Task requirements: Filter the entries below, keeping every line that has the word "size".

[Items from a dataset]
▬▬▬▬▬▬▬▬▬▬

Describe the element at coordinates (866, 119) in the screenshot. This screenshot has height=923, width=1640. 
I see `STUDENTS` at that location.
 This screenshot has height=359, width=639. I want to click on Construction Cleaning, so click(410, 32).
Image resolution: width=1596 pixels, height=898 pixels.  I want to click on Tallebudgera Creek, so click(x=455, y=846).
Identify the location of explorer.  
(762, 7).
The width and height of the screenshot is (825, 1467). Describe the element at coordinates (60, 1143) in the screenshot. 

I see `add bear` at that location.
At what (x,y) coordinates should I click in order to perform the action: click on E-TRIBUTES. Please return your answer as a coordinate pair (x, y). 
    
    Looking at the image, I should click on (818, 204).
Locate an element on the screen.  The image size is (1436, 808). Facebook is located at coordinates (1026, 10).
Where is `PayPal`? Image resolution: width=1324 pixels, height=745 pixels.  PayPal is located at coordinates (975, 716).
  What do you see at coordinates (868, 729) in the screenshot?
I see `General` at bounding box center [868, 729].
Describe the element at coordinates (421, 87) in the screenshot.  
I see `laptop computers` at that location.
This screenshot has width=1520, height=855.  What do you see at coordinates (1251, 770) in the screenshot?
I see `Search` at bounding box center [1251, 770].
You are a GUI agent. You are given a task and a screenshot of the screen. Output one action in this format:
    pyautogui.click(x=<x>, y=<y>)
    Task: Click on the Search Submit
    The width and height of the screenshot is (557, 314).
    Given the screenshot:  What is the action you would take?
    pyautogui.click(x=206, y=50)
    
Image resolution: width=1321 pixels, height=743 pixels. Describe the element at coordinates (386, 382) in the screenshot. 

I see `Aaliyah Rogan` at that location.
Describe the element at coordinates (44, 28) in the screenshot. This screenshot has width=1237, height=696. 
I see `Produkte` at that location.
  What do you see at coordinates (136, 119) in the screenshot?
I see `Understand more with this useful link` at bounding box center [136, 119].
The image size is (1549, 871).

▬▬▬▬▬▬▬▬▬▬

Completed exercise:
Locate an element on the screen.  The image size is (1436, 808). Facebook is located at coordinates (1026, 10).
The image size is (1549, 871).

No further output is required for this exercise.